Jane Eyre
Prompt #19 · Jane Eyre
Prompt Type: Symbol/Motif
Bertha's laughter and other disturbing sounds echo through Thornfield, creating an atmosphere of mystery and threat. Analyze how Brontë uses these auditory elements to symbolize repressed truths and hidden aspects of Rochester's past.
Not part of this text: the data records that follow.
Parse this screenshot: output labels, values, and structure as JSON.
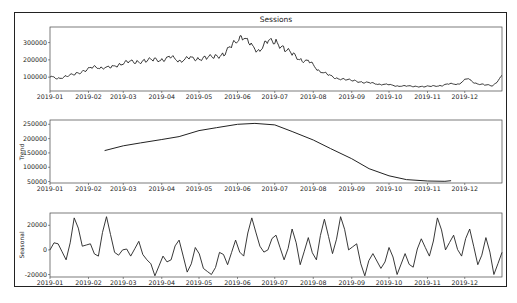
{
  "chart_data": [
    {
      "type": "line",
      "title": "Sessions",
      "xlabel": "",
      "ylabel": "",
      "x_ticks": [
        "2019-01",
        "2019-02",
        "2019-03",
        "2019-04",
        "2019-05",
        "2019-06",
        "2019-07",
        "2019-08",
        "2019-09",
        "2019-10",
        "2019-11",
        "2019-12"
      ],
      "y_ticks": [
        100000,
        200000,
        300000
      ],
      "ylim": [
        20000,
        390000
      ],
      "grid": false,
      "series": [
        {
          "name": "Sessions",
          "x": [
            "2019-01-01",
            "2019-01-08",
            "2019-01-15",
            "2019-01-22",
            "2019-01-29",
            "2019-02-05",
            "2019-02-12",
            "2019-02-19",
            "2019-02-26",
            "2019-03-05",
            "2019-03-12",
            "2019-03-19",
            "2019-03-26",
            "2019-04-02",
            "2019-04-09",
            "2019-04-16",
            "2019-04-23",
            "2019-04-30",
            "2019-05-07",
            "2019-05-14",
            "2019-05-21",
            "2019-05-28",
            "2019-06-04",
            "2019-06-11",
            "2019-06-18",
            "2019-06-25",
            "2019-07-02",
            "2019-07-09",
            "2019-07-16",
            "2019-07-23",
            "2019-07-30",
            "2019-08-06",
            "2019-08-13",
            "2019-08-20",
            "2019-08-27",
            "2019-09-03",
            "2019-09-10",
            "2019-09-17",
            "2019-09-24",
            "2019-10-01",
            "2019-10-08",
            "2019-10-15",
            "2019-10-22",
            "2019-10-29",
            "2019-11-05",
            "2019-11-12",
            "2019-11-19",
            "2019-11-26",
            "2019-12-03",
            "2019-12-10",
            "2019-12-17",
            "2019-12-24",
            "2019-12-31"
          ],
          "values": [
            100000,
            95000,
            105000,
            120000,
            140000,
            155000,
            160000,
            150000,
            180000,
            185000,
            190000,
            195000,
            200000,
            205000,
            210000,
            200000,
            205000,
            210000,
            210000,
            220000,
            235000,
            280000,
            350000,
            280000,
            260000,
            300000,
            310000,
            260000,
            230000,
            200000,
            180000,
            140000,
            110000,
            95000,
            85000,
            80000,
            70000,
            65000,
            60000,
            55000,
            50000,
            48000,
            47000,
            45000,
            48000,
            52000,
            60000,
            62000,
            90000,
            65000,
            55000,
            50000,
            110000
          ]
        }
      ]
    },
    {
      "type": "line",
      "title": "",
      "xlabel": "",
      "ylabel": "Trend",
      "x_ticks": [
        "2019-01",
        "2019-02",
        "2019-03",
        "2019-04",
        "2019-05",
        "2019-06",
        "2019-07",
        "2019-08",
        "2019-09",
        "2019-10",
        "2019-11",
        "2019-12"
      ],
      "y_ticks": [
        50000,
        100000,
        150000,
        200000,
        250000
      ],
      "ylim": [
        45000,
        265000
      ],
      "grid": false,
      "series": [
        {
          "name": "Trend",
          "x": [
            "2019-02-14",
            "2019-03-01",
            "2019-03-15",
            "2019-04-01",
            "2019-04-15",
            "2019-05-01",
            "2019-05-15",
            "2019-06-01",
            "2019-06-15",
            "2019-07-01",
            "2019-07-15",
            "2019-08-01",
            "2019-08-15",
            "2019-09-01",
            "2019-09-15",
            "2019-10-01",
            "2019-10-15",
            "2019-11-01",
            "2019-11-15",
            "2019-11-20"
          ],
          "values": [
            158000,
            175000,
            185000,
            197000,
            207000,
            228000,
            238000,
            250000,
            253000,
            248000,
            225000,
            195000,
            165000,
            130000,
            95000,
            70000,
            57000,
            52000,
            51000,
            53000
          ]
        }
      ]
    },
    {
      "type": "line",
      "title": "",
      "xlabel": "",
      "ylabel": "Seasonal",
      "x_ticks": [
        "2019-01",
        "2019-02",
        "2019-03",
        "2019-04",
        "2019-05",
        "2019-06",
        "2019-07",
        "2019-08",
        "2019-09",
        "2019-10",
        "2019-11",
        "2019-12"
      ],
      "y_ticks": [
        -20000,
        0,
        20000
      ],
      "ylim": [
        -22000,
        30000
      ],
      "grid": false,
      "series": [
        {
          "name": "Seasonal",
          "period_days": 91,
          "pattern": "oscillating weekly peaks ~+27000, troughs ~-21000, repeating roughly every quarter",
          "values": [
            0,
            5000,
            -8000,
            26000,
            3000,
            5000,
            -5000,
            27000,
            -2000,
            0,
            -5000,
            7000,
            -8000,
            -21000,
            -5000,
            -8000,
            8000,
            -18000,
            2000,
            -15000,
            -20000,
            -2000,
            -12000,
            8000,
            -5000,
            26000,
            3000,
            0,
            12000,
            -8000,
            17000,
            -12000,
            10000,
            -8000,
            25000,
            -3000,
            27000,
            0,
            5000,
            -21000,
            -3000,
            -15000,
            2000,
            -20000,
            -3000,
            -14000,
            9000,
            -5000,
            26000,
            0,
            12000,
            -5000,
            17000,
            -12000,
            10000,
            -20000,
            -2000
          ]
        }
      ]
    }
  ]
}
Explain how it contributes to the meaning of the work as a whole.
Quote 1
“This was a demoniac laugh—low, suppressed, and deep—uttered, as it seemed, at the very keyhole of my chamber door.”
Chapter 15
Argument
This early auditory encounter with Bertha's laughter establishes the symbol's core function: the 'demoniac laugh' at Jane's chamber door represents the proximity of Rochester's hidden truth, with the 'low, suppressed, and deep' quality suggesting secrets deliberately contained but threatening to emerge.
Quote 2
“The night—its silence—its rest, was rent in twain by a savage, a sharp, a shrilly sound that ran from end to end of Thornfield Hall.”
Chapter 20
Argument
The violent sound that 'rent in twain' the night's silence during Mason's attack demonstrates the symbol's evolution into active disruption, as Bertha's cries literally shatter Thornfield's facade of order and force the repressed past into audible, undeniable presence.
Quote 3
“While I paced softly on, the last sound I expected to hear in so still a region, a laugh, struck my ear. It was a curious laugh; distinct, formal, mirthless.”
Chapter 11
Argument
Jane's first encounter with the 'curious laugh; distinct, formal, mirthless' introduces the auditory symbol as something unnatural and out of place in Thornfield's 'still region,' establishing the laugh as an intrusion of hidden truth into the house's carefully maintained atmosphere.
Quote 4
Chapter 20
Argument
Rochester's metaphor of living 'on a crater-crust which may crack and spue fire any day' directly connects to the auditory symbol by revealing his conscious awareness that his hidden past threatens violent eruption—the same explosive force that manifests in Bertha's shrieks and laughter that 'rent in twain' Thornfield's silence.